To give a one sentence over view, Frankenstein by Mary Shelley is a “horror” novel following a dying mans tale about his life and that of his creation; a wretched monster put together from the dead. The reason I question horror is simply because I don’t think that was Mary Shelley’s direction what-so-ever. If anything it was her convection of emotional pain by being the child that took her own mothers life at infancy. She grew, as the Monster, without the love of her maker to teach her the lessons of being a human in their world. As the monster, she self educated herself, felt the pains of loneliness and betrayal. Due to her running off with Percy Bysshe, her unmarried lover, to Europe she felt the desperation of poverty, and when she returned, the sting of rejection met by her father and friends. In many aspects this novel is simply her life told through the brilliant story of Frankenstein. Now as the story itself I do not acquit that there are definite elements of horror sprinkled within its words. For instance close attention she pays to weather cannot be ignored.
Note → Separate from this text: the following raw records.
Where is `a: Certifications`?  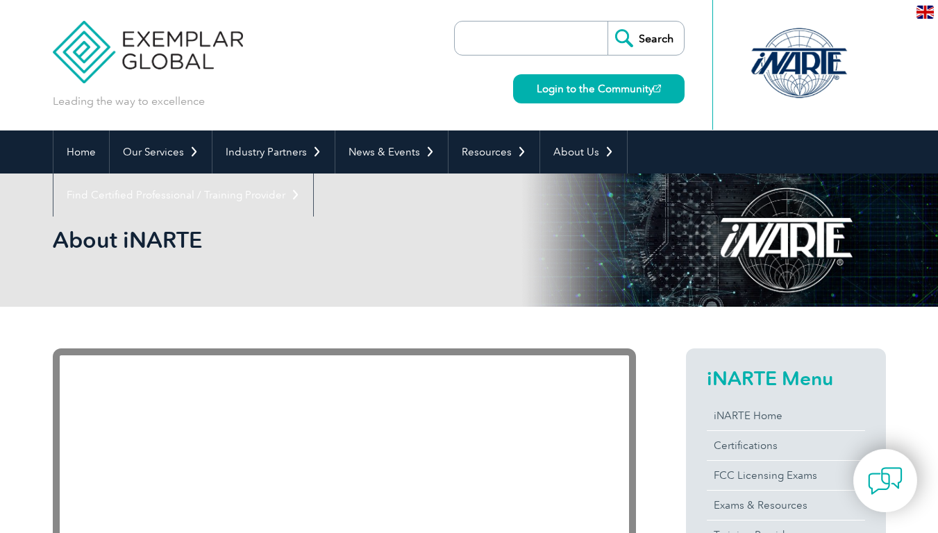
a: Certifications is located at coordinates (786, 446).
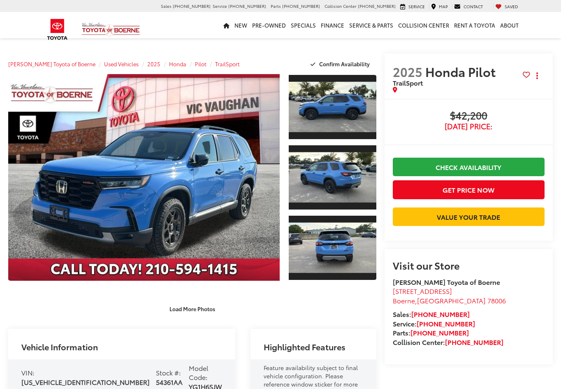  I want to click on span: Map, so click(444, 6).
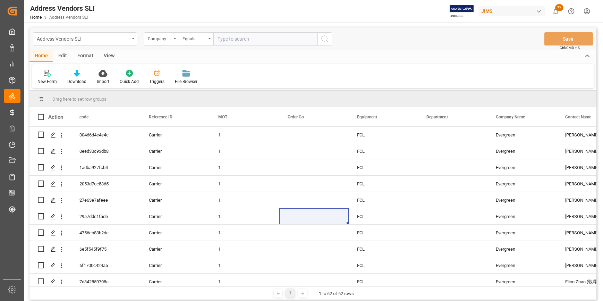 The height and width of the screenshot is (301, 603). I want to click on span: Order Co, so click(295, 117).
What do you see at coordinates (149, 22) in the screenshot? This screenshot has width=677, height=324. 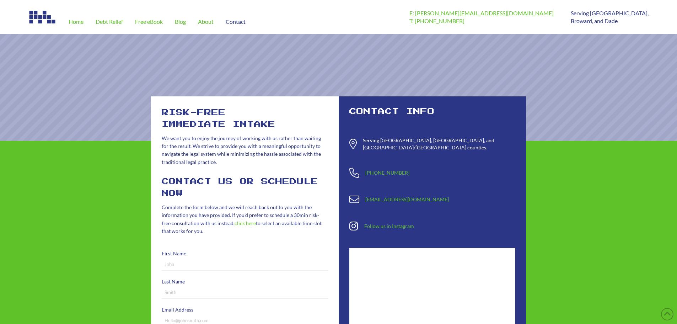 I see `a: Free eBook` at bounding box center [149, 22].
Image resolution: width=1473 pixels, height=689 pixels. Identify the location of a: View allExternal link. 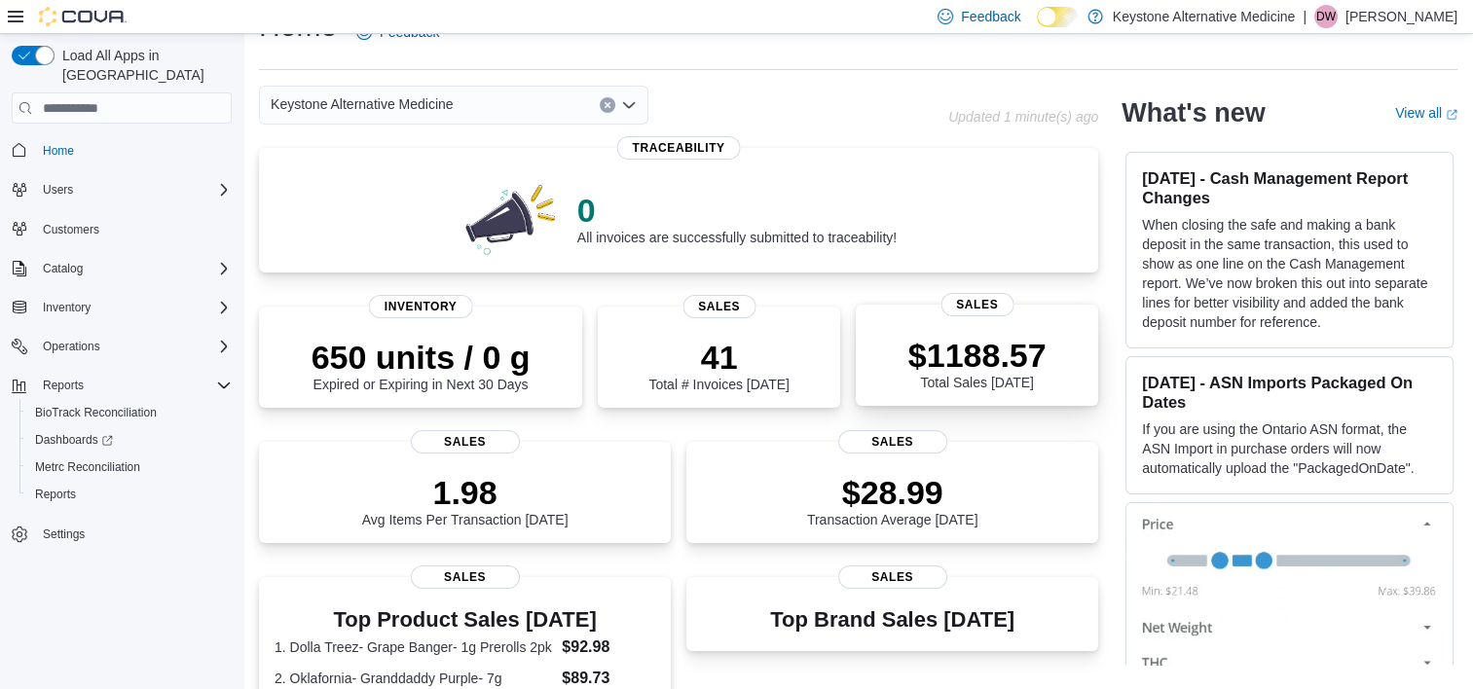
(1426, 113).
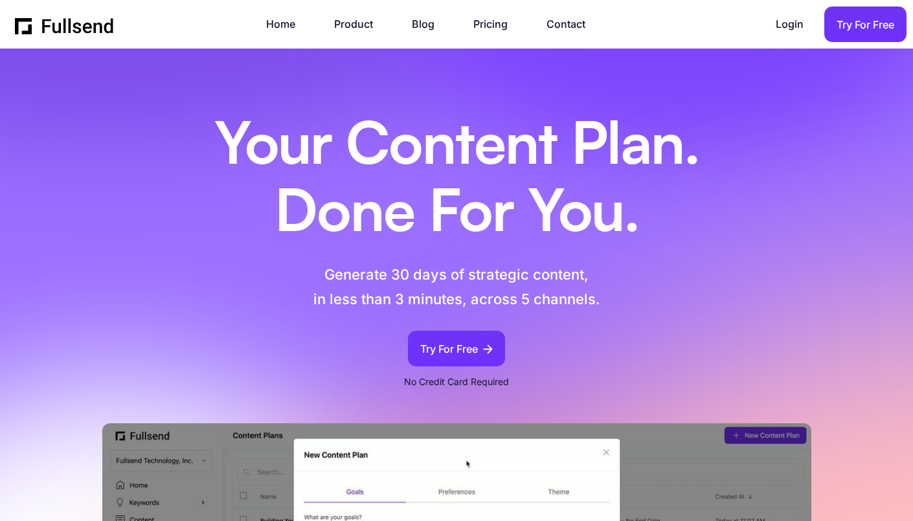  I want to click on a: Home, so click(287, 24).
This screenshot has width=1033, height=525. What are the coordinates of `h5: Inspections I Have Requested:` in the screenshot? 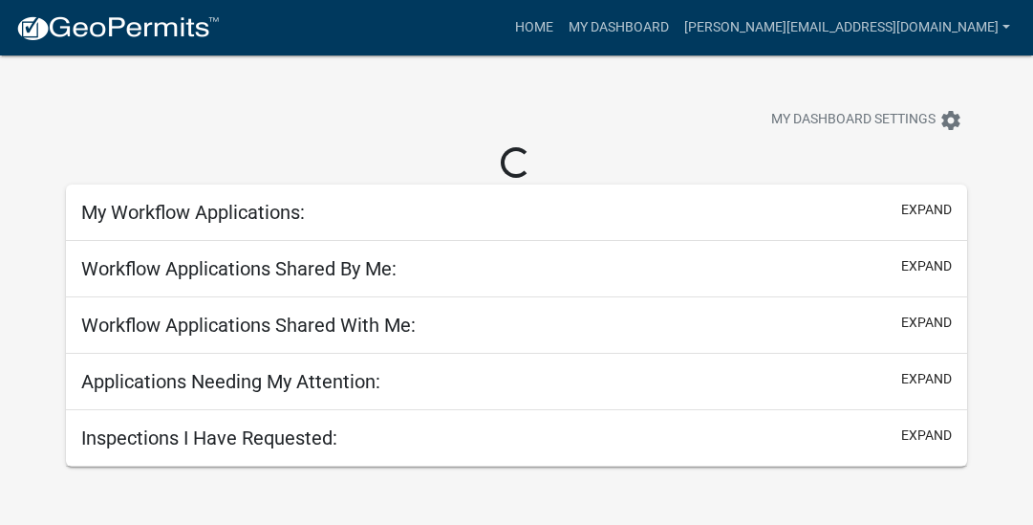 It's located at (209, 438).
It seems whenever Frankenstein meets his monster or is in better of moods storms follow him, as to signal some natural defiance towards him. The current itself carries him into the arms of police who have believed he had strangled his friend Clerval.  
What interested me the most though was following how close each person came to the line of innocent and evil and how plagued the monster was. At first glance it’s easy to say who the “bad guy” and who the “good guy” was in the story. Obviously the bad guy was the monster because he is damned by the “all mighty”, killed and plotted against numerous people. Frankenstein cannot be blamed for following his passions into a dark alley correct?
 Well not exactly. True that Frankenstein was just following his love of science and alchemy but question is whether or not he should be blamed for the creation of this monster. His obsession drove him to the point of insanity. He longed for this creation, loved his workings involving this creation. This was the big mamba of alchemy and it was within his grasp to accomplish. He should have never accepted the challenge. I don’t know about you but when I start hanging around graveyards and playing with dead bodies I think I’ve either driven one fantasy a little too far or reconsider my interests in Animation. This is a man who becomes sick just by looking at the monsters eye and drops ill by hearing how unhappy his family is at home. His instincts should have been tearing down the bell tower telling him something was amiss. Instead he blatantly drives on, giving life to something he is not ready for, therefore abandoning it.
                I don’t think the monster can rightly be judged for just about anything he has done in the novel.  This monster is born into a world which completely rejects him by no fault of his own. Cursed by unbearable appearance he is often beaten and thrown out of towns. By seeking company and shelter he happens upon what appears to be genuine people of care. Eaves dropping and careful listening he educates himself from these cottage (De Lacy) people in return helping them with their jobs on the land in secret. His only reward is to be judged again by his hideous appearance and driven away. He even saves a young girl from drowning only to be shot in the shoulder. I mean c’mon how much does a guy gotta do to find one caring soul.
                He eventually ends up killing all that are close to Frankenstein by the only gift given to him- his strength. I, by no means, blame him for anything that he has done.
I thoroughly enjoyed this novel and felt like I could relate to both parties in their dubious acts (not so much the marrying of the cousin) as well as really dig my heels into what Mary Shelley herself was feeling at the time. For this book is mostly her as she was during her life.
Lies

At any rate what I took away was this; at times everyone feels alone in their lives but at least they have brothers or family or even people around them who are as ugly as them to share their miseries either against or together with.